Lent is a season of the church year that lasts 40 days. It begins on Ash Wednesday, and concludes on Easter. The Sundays in Lent are not counted, as they are all little Easters – celebrations of the resurrection of Christ. This season is considered to be penitential, contemplative, and preparatory. Often people will fast, devote themselves to prayer, or give something up as a part of their Lenten journey.
The liturgical color for Lent is purple.
Read more about Lent here.
An excerpt from the Companion to the Book of Common Worship (Geneva Press, 2003 110-111)
What we hear during Lent is the power and possibility of the paschal mystery, and that the way of the cross, the way to Easter, is through death. To appropriate the new life that is beyond the power of death means we must die with Christ who was raised for us. To live for Christ, we must die with him. New life requires a daily surrendering of the old life, letting go of the present order, so that we may embrace the new humanity. “I die every day!” asserts Paul (1 Corinthians 15:31). Resurrection necessitates death as a preceding act. The church’s peculiar Lenten claim is that in dying we live, that all who are baptized into Christ are baptized into his death. To be raised with Christ means one must also die with Christ. In order to embrace the resurrection, we must experience the passion of Jesus. The way of the cross, the way to Easter, is through death of the “old self.” In dying, we live.
Therefore, at the beginning of Lent, we are reminded that our possessions, our rulers, our empires, our projects, our families and even our lives do not last forever. “You are dust, and to dust you shall return” (Genesis 3:19). The liturgies throughout Lent try to pry loose our fingers, one by one, from presumed securities and plunge us into unknown baptismal waters, waters that turn out to be not only our death tomb but surprisingly our womb of life. Rather than falling back into nothingness, we fall back on everlasting arms. Death? How can we fear what we have already undergone in baptism?
It is the power of the resurrection on the horizon ahead that draws us into repentance toward the cross and tomb. Through the intervention of God’s gracious resurrection, lifelong changes in our values and behavior become possible. By turning from the end of the “old self” in us, Lenten repentance makes it possible for us to affirm joyfully, “Death is no more!” and to aim toward the landscape of the new age. Faithfully adhering to the Lenten journey of “prayer, fasting and almsgiving” leads to the destination of Easter.
During the final week, Holy Week, we hear the fullness of Christ’s passion, his death, and resurrection. From Jesus’ triumphal entry into Jerusalem and on to the Triduum (Maundy Thursday, Good Friday and Holy Saturday), all of Holy Week focuses on the passion. As his followers, we travel Christ’s path of servanthood through the Lord’s Supper and the suffering of the cross toward the glory of Easter, all of which underscores the inseparable link between the death and resurrection of Jesus.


§ **Problem to work on**
Return the lines of the data below in which the string "Earnings" occurs.

§ **Available records**

▬▬▬▬▬▬▬▬▬▬

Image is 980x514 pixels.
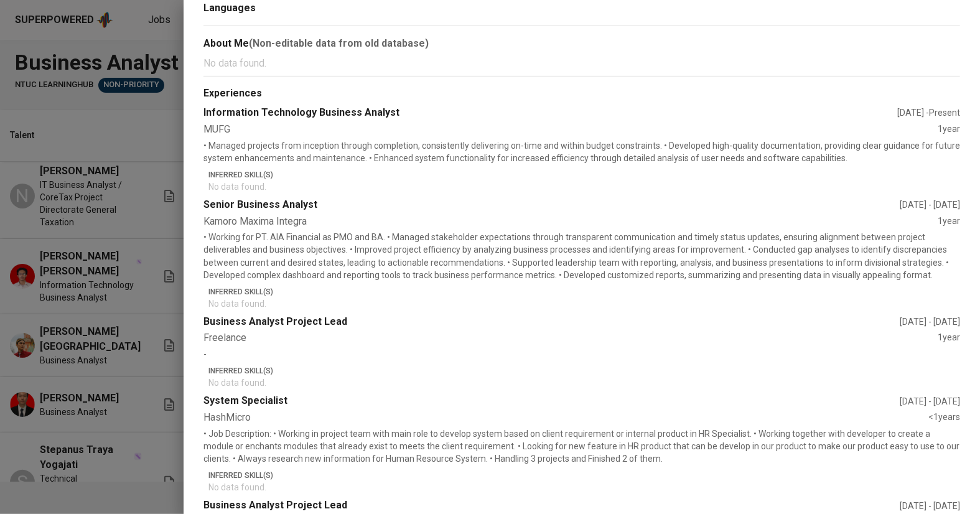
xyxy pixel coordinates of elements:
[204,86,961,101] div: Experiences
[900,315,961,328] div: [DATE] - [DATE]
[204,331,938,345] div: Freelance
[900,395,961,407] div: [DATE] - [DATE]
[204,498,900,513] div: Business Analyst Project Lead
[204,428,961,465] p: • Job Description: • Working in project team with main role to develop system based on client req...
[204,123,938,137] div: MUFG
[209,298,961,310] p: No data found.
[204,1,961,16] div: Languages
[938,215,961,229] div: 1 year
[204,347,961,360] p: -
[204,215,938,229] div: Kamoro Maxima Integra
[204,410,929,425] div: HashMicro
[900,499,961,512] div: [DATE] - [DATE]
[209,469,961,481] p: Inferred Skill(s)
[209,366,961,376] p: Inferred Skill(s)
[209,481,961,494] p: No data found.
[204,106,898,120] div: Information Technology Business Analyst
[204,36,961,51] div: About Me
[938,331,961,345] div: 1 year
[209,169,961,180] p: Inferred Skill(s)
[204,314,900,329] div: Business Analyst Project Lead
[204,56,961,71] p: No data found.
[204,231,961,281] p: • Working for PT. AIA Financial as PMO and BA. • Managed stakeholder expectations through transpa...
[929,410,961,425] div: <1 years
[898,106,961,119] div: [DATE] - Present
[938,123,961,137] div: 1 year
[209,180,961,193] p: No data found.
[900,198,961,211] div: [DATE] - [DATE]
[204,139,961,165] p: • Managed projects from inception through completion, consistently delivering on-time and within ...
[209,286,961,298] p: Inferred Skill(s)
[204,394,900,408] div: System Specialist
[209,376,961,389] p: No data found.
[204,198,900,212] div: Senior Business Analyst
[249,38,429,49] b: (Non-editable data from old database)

▬▬▬▬▬▬▬▬▬▬

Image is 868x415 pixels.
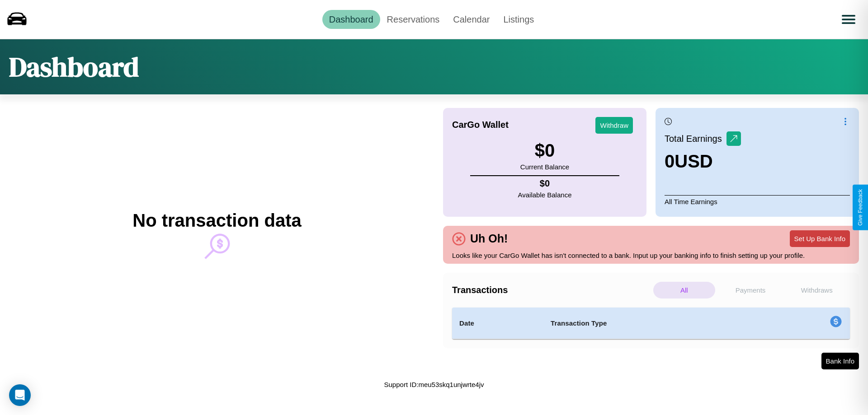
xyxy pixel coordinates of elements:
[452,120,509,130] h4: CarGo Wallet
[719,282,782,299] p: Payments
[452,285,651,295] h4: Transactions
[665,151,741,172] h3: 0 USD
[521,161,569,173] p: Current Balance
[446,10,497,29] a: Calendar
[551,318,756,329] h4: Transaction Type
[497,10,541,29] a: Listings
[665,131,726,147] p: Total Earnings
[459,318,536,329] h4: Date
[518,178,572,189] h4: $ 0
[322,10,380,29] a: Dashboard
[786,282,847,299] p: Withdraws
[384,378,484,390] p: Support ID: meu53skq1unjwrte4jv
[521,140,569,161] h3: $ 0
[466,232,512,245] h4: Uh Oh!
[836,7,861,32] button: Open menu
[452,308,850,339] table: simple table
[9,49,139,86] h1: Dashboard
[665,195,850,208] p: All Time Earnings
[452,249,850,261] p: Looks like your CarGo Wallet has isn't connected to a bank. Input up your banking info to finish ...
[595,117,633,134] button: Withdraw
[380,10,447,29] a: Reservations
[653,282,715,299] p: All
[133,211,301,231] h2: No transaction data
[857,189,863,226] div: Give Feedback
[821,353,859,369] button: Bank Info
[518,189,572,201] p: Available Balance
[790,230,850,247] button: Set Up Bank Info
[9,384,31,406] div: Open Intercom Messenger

▬▬▬▬▬▬▬▬▬▬

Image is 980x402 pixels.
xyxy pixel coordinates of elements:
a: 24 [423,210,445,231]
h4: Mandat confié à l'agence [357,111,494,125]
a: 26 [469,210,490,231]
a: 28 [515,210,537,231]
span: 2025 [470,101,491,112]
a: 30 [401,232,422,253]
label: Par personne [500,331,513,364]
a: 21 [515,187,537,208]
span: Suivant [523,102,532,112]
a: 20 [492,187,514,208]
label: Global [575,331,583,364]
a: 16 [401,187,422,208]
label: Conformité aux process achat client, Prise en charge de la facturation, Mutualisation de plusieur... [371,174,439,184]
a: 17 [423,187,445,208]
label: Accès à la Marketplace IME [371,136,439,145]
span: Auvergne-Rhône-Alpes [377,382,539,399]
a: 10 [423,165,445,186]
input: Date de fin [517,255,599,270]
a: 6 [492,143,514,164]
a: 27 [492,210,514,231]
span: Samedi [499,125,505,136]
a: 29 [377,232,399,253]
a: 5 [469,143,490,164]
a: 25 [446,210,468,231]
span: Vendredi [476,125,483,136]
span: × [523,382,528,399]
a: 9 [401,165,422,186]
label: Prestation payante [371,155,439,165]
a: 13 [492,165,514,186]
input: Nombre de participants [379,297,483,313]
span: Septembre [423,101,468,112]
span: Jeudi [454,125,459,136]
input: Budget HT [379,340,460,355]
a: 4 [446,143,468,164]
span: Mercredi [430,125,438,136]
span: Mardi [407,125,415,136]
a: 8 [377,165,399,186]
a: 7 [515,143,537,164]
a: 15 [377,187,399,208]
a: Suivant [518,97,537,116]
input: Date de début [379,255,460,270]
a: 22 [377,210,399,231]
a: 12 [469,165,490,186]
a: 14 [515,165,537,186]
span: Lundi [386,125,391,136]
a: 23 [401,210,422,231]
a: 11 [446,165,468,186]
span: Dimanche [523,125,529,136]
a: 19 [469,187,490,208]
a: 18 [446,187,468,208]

▬▬▬▬▬▬▬▬▬▬

§ **The completed task**
[665,131,726,147] p: Total Earnings
[665,195,850,208] p: All Time Earnings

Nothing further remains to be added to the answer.